Artificial intelligence was once thought to be immune to these perceptual quirks because machines are designed to detect fine details with extreme precision. AI systems excel at spotting tiny patterns, which is why they perform so well in areas like medical imaging. Yet researchers have discovered that some advanced AI models fall for visual illusions in ways that closely resemble human perception. This surprising similarity is now helping scientists better understand how the brain works.

Deep neural networks (DNNs), the foundation of many modern AI systems, are modeled loosely on networks of neurons in the brain. According to Eiji Watanabe, a neuroscientist in Japan, these artificial systems provide a powerful research tool because they can be tested and altered freely - something that is not possible with living human brains.

In one study, Watanabe’s team used an AI model called PredNet, which is based on a theory known as predictive coding. This theory suggests that the brain constantly predicts what it expects to see and then compares those expectations with actual visual input. Instead of reacting passively, the brain actively anticipates the world.
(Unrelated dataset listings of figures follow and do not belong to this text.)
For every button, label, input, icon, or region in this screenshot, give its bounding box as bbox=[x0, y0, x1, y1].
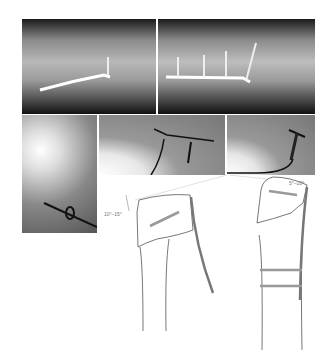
kwire-icon bbox=[22, 115, 97, 233]
xray-panel-2 bbox=[158, 19, 315, 114]
plate-implant-icon bbox=[22, 19, 156, 114]
angle-label-left: 10°–15° bbox=[104, 211, 122, 217]
wire-fixation-icon bbox=[99, 115, 225, 175]
plate-screws-icon bbox=[158, 19, 315, 114]
xray-panel-5 bbox=[227, 115, 315, 175]
xray-panel-3 bbox=[22, 115, 97, 233]
xray-panel-1 bbox=[22, 19, 156, 114]
radius-diagram bbox=[95, 175, 333, 359]
xray-panel-4 bbox=[99, 115, 225, 175]
angle-label-right: 5°–10° bbox=[289, 180, 304, 186]
plate-fixation-icon bbox=[227, 115, 315, 175]
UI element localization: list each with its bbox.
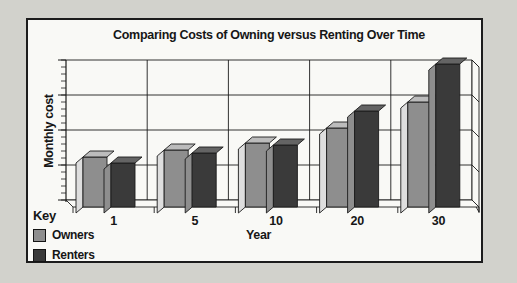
bar-side-owners-year-1 [76,157,83,213]
legend-item-label: Renters [52,248,95,262]
x-tick-label: 5 [191,214,198,228]
x-tick-label: 30 [432,214,446,228]
bar-side-owners-year-5 [157,150,164,213]
x-tick-label: 20 [351,214,365,228]
legend: Key Owners Renters [33,208,95,268]
bar-side-renters-year-10 [266,145,273,213]
figure-3d-bar-chart: 15102030 Comparing Costs of Owning versu… [0,0,517,283]
chart-title: Comparing Costs of Owning versus Renting… [66,28,472,42]
x-tick-label: 10 [269,214,283,228]
bar-side-owners-year-20 [320,128,327,213]
bar-renters-year-20 [355,111,379,207]
bar-side-renters-year-20 [348,111,355,213]
bar-owners-year-20 [327,128,351,207]
bar-renters-year-30 [436,64,460,207]
owners-color-swatch [33,229,46,242]
legend-heading: Key [33,208,95,223]
bar-owners-year-30 [408,102,432,207]
renters-color-swatch [33,249,46,262]
bar-side-owners-year-10 [238,143,245,213]
bar-side-renters-year-1 [104,163,111,213]
x-tick-label: 1 [110,214,117,228]
bar-owners-year-1 [83,157,107,207]
bar-side-renters-year-30 [429,64,436,213]
y-axis-label: Monthly cost [42,56,56,206]
legend-item-renters: Renters [33,248,95,262]
x-axis-label: Year [186,228,331,242]
legend-item-owners: Owners [33,228,95,242]
bar-renters-year-1 [111,163,135,207]
legend-item-label: Owners [52,228,94,242]
bar-side-owners-year-30 [401,102,408,213]
bar-renters-year-5 [192,153,216,207]
bar-owners-year-10 [245,143,269,207]
bar-side-renters-year-5 [185,153,192,213]
bar-renters-year-10 [273,145,297,207]
bar-owners-year-5 [164,150,188,207]
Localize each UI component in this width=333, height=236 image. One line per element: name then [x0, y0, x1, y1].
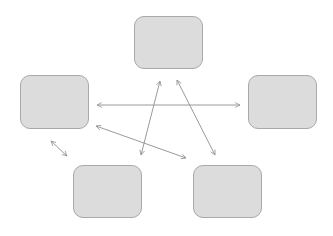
- diagram-canvas: [0, 0, 333, 236]
- edge-top-bottom-right: [177, 80, 215, 155]
- edge-left-bottom-left: [51, 141, 67, 156]
- node-top[interactable]: [134, 16, 203, 69]
- node-bottom-right[interactable]: [193, 165, 262, 218]
- edge-top-bottom-left: [141, 81, 160, 155]
- node-right[interactable]: [248, 75, 317, 129]
- node-bottom-left[interactable]: [73, 165, 142, 218]
- edge-left-bottom-right: [96, 126, 186, 158]
- node-left[interactable]: [20, 75, 89, 129]
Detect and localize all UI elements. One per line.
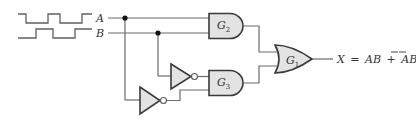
output-expression: X = AB + AB <box>336 52 416 66</box>
inverter-a-bubble <box>161 98 167 104</box>
gate-g1-or: G1 <box>275 45 312 73</box>
inverter-a <box>140 87 167 114</box>
wire-g3-to-g1 <box>243 66 279 83</box>
junction-dot-b <box>155 30 160 35</box>
inverter-b-bubble <box>192 74 198 80</box>
svg-text:X = AB +: X = AB + AB <box>336 53 416 66</box>
wire-g2-to-g1 <box>243 26 279 52</box>
input-label-a: A <box>95 12 104 25</box>
waveform-b <box>18 29 92 38</box>
gate-g3-and: G3 <box>209 71 243 96</box>
waveform-a <box>18 14 92 23</box>
inverter-b <box>171 64 198 89</box>
wire-b <box>108 33 209 76</box>
junction-dot-a <box>122 15 127 20</box>
logic-circuit-diagram: A B G2 G3 G1 <box>0 0 416 124</box>
gate-g2-and: G2 <box>209 14 243 39</box>
wire-nota <box>167 90 210 101</box>
input-label-b: B <box>95 27 104 40</box>
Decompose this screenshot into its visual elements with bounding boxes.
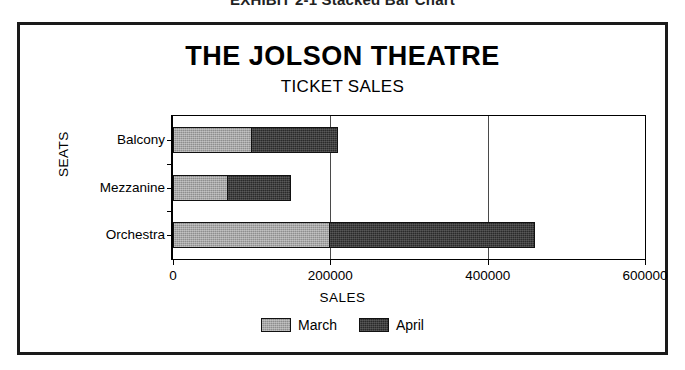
legend-label: April xyxy=(396,317,424,333)
chart-subtitle: TICKET SALES xyxy=(20,77,665,97)
bar-row[interactable] xyxy=(173,127,338,153)
plot-area: BalconyMezzanineOrchestra020000040000060… xyxy=(171,115,646,260)
bar-segment-april[interactable] xyxy=(330,222,535,248)
y-axis-label-mezzanine: Mezzanine xyxy=(41,181,165,195)
x-axis-label: 200000 xyxy=(308,268,353,283)
bar-segment-april[interactable] xyxy=(228,175,291,201)
bar-segment-april[interactable] xyxy=(252,127,339,153)
x-axis-title: SALES xyxy=(20,290,665,305)
chart-title: THE JOLSON THEATRE xyxy=(20,41,665,72)
x-axis-tick xyxy=(330,259,331,265)
legend-item-april[interactable]: April xyxy=(359,317,424,333)
x-axis-label: 600000 xyxy=(622,268,667,283)
y-axis-minor-tick xyxy=(167,211,173,212)
y-axis-tick xyxy=(167,235,173,236)
y-axis-label-balcony: Balcony xyxy=(41,133,165,147)
x-axis-label: 0 xyxy=(169,268,177,283)
chart-frame: THE JOLSON THEATRE TICKET SALES SEATS Ba… xyxy=(17,22,668,355)
legend-label: March xyxy=(298,317,337,333)
chart-legend: MarchApril xyxy=(20,317,665,333)
exhibit-caption: EXHIBIT 2-1 Stacked Bar Chart xyxy=(0,0,685,5)
y-axis-tick xyxy=(167,140,173,141)
y-axis-label-orchestra: Orchestra xyxy=(41,228,165,242)
bar-segment-march[interactable] xyxy=(173,222,330,248)
y-axis-minor-tick xyxy=(167,164,173,165)
x-axis-tick xyxy=(645,259,646,265)
legend-swatch-icon xyxy=(359,318,389,332)
bar-segment-march[interactable] xyxy=(173,127,252,153)
x-axis-tick xyxy=(488,259,489,265)
legend-swatch-icon xyxy=(261,318,291,332)
bar-row[interactable] xyxy=(173,222,535,248)
x-axis-label: 400000 xyxy=(465,268,510,283)
legend-item-march[interactable]: March xyxy=(261,317,337,333)
bar-row[interactable] xyxy=(173,175,291,201)
bar-segment-march[interactable] xyxy=(173,175,228,201)
y-axis-tick xyxy=(167,188,173,189)
x-axis-tick xyxy=(173,259,174,265)
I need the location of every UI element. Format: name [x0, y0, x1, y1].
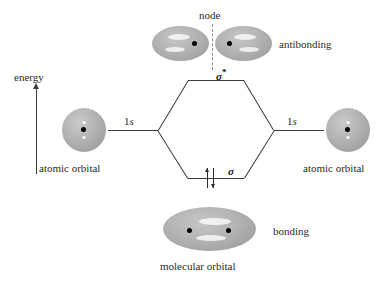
- atomic-level-line-left: [108, 130, 158, 131]
- nucleus-dot: [187, 228, 192, 233]
- nucleus-dot: [192, 41, 197, 46]
- atomic-orbital-caption-left: atomic orbital: [39, 163, 100, 174]
- orbital-highlight: [82, 121, 86, 124]
- nucleus-dot: [227, 41, 232, 46]
- antibonding-orbital-right-lobe: [215, 26, 272, 61]
- antibonding-label: antibonding: [279, 39, 332, 50]
- electron-arrow-spin-down: [213, 168, 214, 188]
- atomic-orbital-caption-right: atomic orbital: [303, 163, 364, 174]
- antibonding-energy-level: [188, 80, 244, 81]
- mo-diagram-canvas: energy node antibonding σ* σ 1s atomic o…: [0, 0, 392, 282]
- orbital-highlight: [165, 47, 185, 52]
- antibonding-orbital-left-lobe: [152, 26, 209, 61]
- nucleus-dot: [345, 127, 350, 132]
- atomic-level-line-right: [274, 130, 324, 131]
- bonding-molecular-orbital: [163, 207, 256, 251]
- sigma-star-asterisk: *: [222, 67, 227, 77]
- orbital-highlight: [168, 34, 190, 40]
- atomic-orbital-right: [326, 108, 370, 152]
- correlation-line-lower-left: [157, 130, 188, 179]
- node-label: node: [199, 10, 220, 21]
- orbital-highlight: [346, 136, 350, 139]
- orbital-highlight: [196, 235, 226, 241]
- atomic-level-label-left: 1s: [124, 116, 134, 127]
- orbital-highlight: [199, 218, 231, 225]
- energy-axis-arrow: [36, 88, 37, 174]
- nucleus-dot: [226, 228, 231, 233]
- orbital-highlight: [239, 47, 259, 52]
- electron-arrow-spin-up: [207, 168, 208, 188]
- nucleus-dot: [81, 127, 86, 132]
- orbital-highlight: [234, 34, 256, 40]
- molecular-orbital-caption: molecular orbital: [160, 261, 235, 272]
- correlation-line-upper-right: [243, 80, 274, 130]
- level-orbital-letter-left: s: [130, 115, 134, 127]
- orbital-highlight: [346, 121, 350, 124]
- bonding-label: bonding: [273, 226, 309, 237]
- correlation-line-upper-left: [158, 80, 189, 130]
- sigma-label: σ: [228, 166, 234, 177]
- correlation-line-lower-right: [244, 130, 275, 179]
- orbital-highlight: [82, 136, 86, 139]
- energy-axis-label: energy: [14, 72, 44, 83]
- node-dashed-line: [212, 24, 213, 70]
- bonding-energy-level: [188, 178, 244, 179]
- level-orbital-letter-right: s: [293, 115, 297, 127]
- atomic-level-label-right: 1s: [287, 116, 297, 127]
- atomic-orbital-left: [62, 108, 106, 152]
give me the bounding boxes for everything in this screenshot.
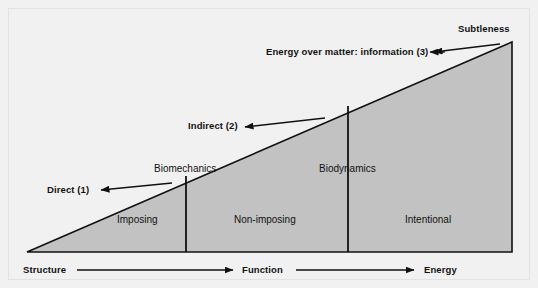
annotation-label-information: Energy over matter: information (3) (266, 47, 428, 57)
annotation-label-indirect: Indirect (2) (188, 121, 238, 131)
zone-label-imposing: Imposing (117, 215, 158, 225)
diagram-canvas (0, 0, 538, 288)
apex-label-subtleness: Subtleness (458, 24, 510, 34)
axis-label-structure: Structure (23, 265, 66, 275)
annotation-label-direct: Direct (1) (47, 185, 89, 195)
diagram-figure: Subtleness Energy over matter: informati… (0, 0, 538, 288)
divider-label-biodynamics: Biodynamics (319, 164, 376, 174)
zone-label-intentional: Intentional (405, 215, 451, 225)
leader-line-indirect (245, 118, 325, 127)
axis-label-energy: Energy (424, 265, 457, 275)
axis-label-function: Function (242, 265, 283, 275)
divider-label-biomechanics: Biomechanics (154, 164, 216, 174)
leader-line-direct (101, 183, 172, 190)
zone-label-non-imposing: Non-imposing (234, 215, 296, 225)
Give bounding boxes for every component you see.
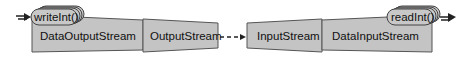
stream-diagram: DataOutputStream OutputStream InputStrea… xyxy=(0,0,468,58)
read-int-label: readInt() xyxy=(391,11,435,23)
input-stream-label: InputStream xyxy=(257,30,320,42)
data-input-stream-label: DataInputStream xyxy=(332,30,419,42)
output-stream-label: OutputStream xyxy=(150,30,222,42)
output-arrow-icon xyxy=(440,13,456,22)
data-output-stream-label: DataOutputStream xyxy=(40,30,136,42)
read-int-stack: readInt() xyxy=(387,6,440,25)
write-int-stack: writeInt() xyxy=(31,6,84,25)
write-int-label: writeInt() xyxy=(33,11,79,23)
input-arrow-icon xyxy=(16,13,31,21)
arrowhead-icon xyxy=(240,34,246,40)
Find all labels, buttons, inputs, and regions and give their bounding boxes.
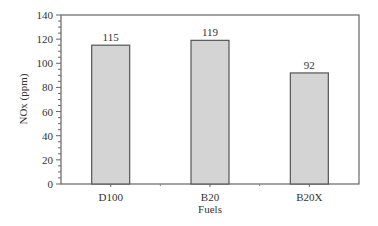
bar-value-label: 92 xyxy=(304,59,315,71)
x-tick-label: B20X xyxy=(296,191,322,203)
bar-b20x xyxy=(290,73,328,184)
y-tick-label: 40 xyxy=(42,130,54,142)
y-axis-label: NOx (ppm) xyxy=(17,73,30,124)
bar-value-label: 115 xyxy=(103,31,120,43)
bars-group: 11511992 xyxy=(92,26,329,184)
y-tick-label: 60 xyxy=(42,106,54,118)
x-tick-label: D100 xyxy=(98,191,123,203)
y-tick-label: 80 xyxy=(42,81,54,93)
x-tick-label: B20 xyxy=(201,191,220,203)
x-axis: D100B20B20X xyxy=(98,184,322,203)
y-tick-label: 120 xyxy=(37,33,54,45)
y-tick-label: 20 xyxy=(42,154,54,166)
x-axis-label: Fuels xyxy=(198,203,222,215)
bar-b20 xyxy=(191,40,229,184)
nox-bar-chart: 11511992 020406080100120140 D100B20B20X … xyxy=(0,0,378,226)
y-tick-label: 0 xyxy=(48,178,54,190)
bar-value-label: 119 xyxy=(202,26,219,38)
y-tick-label: 140 xyxy=(37,9,54,21)
y-axis: 020406080100120140 xyxy=(37,9,62,190)
y-tick-label: 100 xyxy=(37,57,54,69)
bar-d100 xyxy=(92,45,130,184)
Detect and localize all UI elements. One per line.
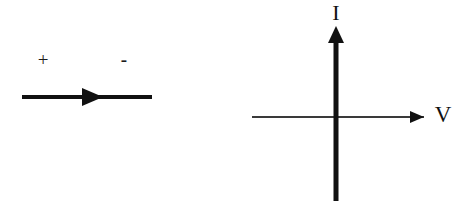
iv-characteristic-figure: + - V I — [0, 0, 468, 203]
i-axis-arrowhead-icon — [328, 26, 344, 43]
plus-sign-label: + — [38, 49, 49, 70]
iv-axes-diagram: V I — [252, 0, 452, 201]
current-direction-diagram: + - — [22, 49, 152, 106]
minus-sign-label: - — [121, 49, 127, 70]
v-axis-arrowhead-icon — [410, 111, 424, 123]
figure-canvas: + - V I — [0, 0, 468, 203]
i-axis-label: I — [332, 0, 339, 25]
current-arrowhead-icon — [82, 88, 103, 106]
v-axis-label: V — [435, 102, 452, 127]
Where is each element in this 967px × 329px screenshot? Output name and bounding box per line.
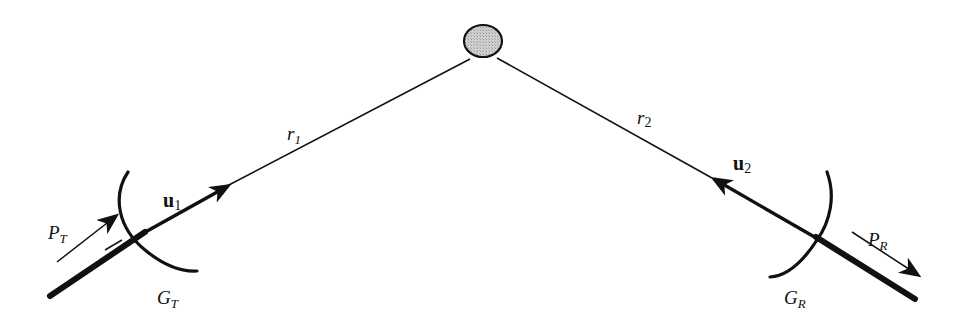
bistatic-diagram: r1 r2 u1 u2 PT GT PR GR: [0, 0, 967, 329]
label-r2: r2: [637, 107, 651, 130]
path-r2-line: [497, 58, 712, 178]
label-pr: PR: [867, 229, 888, 253]
label-gr: GR: [784, 287, 806, 311]
u2-arrow: [714, 179, 818, 239]
label-u1: u1: [163, 189, 181, 213]
path-r1-line: [225, 59, 470, 187]
label-pt: PT: [47, 222, 68, 246]
label-r1: r1: [287, 123, 301, 147]
transmitter-antenna-arc: [119, 172, 197, 271]
receiver-feed-line: [816, 237, 915, 299]
receiver-antenna-arc: [770, 172, 831, 277]
target-ellipse: [464, 25, 502, 57]
u1-arrow: [140, 186, 228, 235]
receiver-group: [714, 172, 918, 299]
transmitter-group: [50, 172, 228, 296]
label-gt: GT: [157, 287, 179, 311]
label-u2: u2: [733, 152, 751, 176]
PredNet works in a similar way. It was trained using videos of natural environments recorded from head-mounted cameras, allowing it to learn how objects usually move. The model was never shown optical illusions during training. However, when researchers later showed it the “rotating snakes” illusion - a static image that appears to move - it behaved just like humans, detecting motion where none existed. When shown a version of the image that does not fool people, the AI also correctly saw it as still.

This result supports the idea that both human vision and AI rely on prediction to interpret what they see. However, important differences remain. Humans can focus attention on one part of an image and reduce the illusion there, while the AI processes everything at once, lacking selective attention.

Although AI can imitate some aspects of human vision, it does not experience the world the same way we do. Still, these shared weaknesses reveal something profound: even artificial systems must guess at reality, just as our brains do.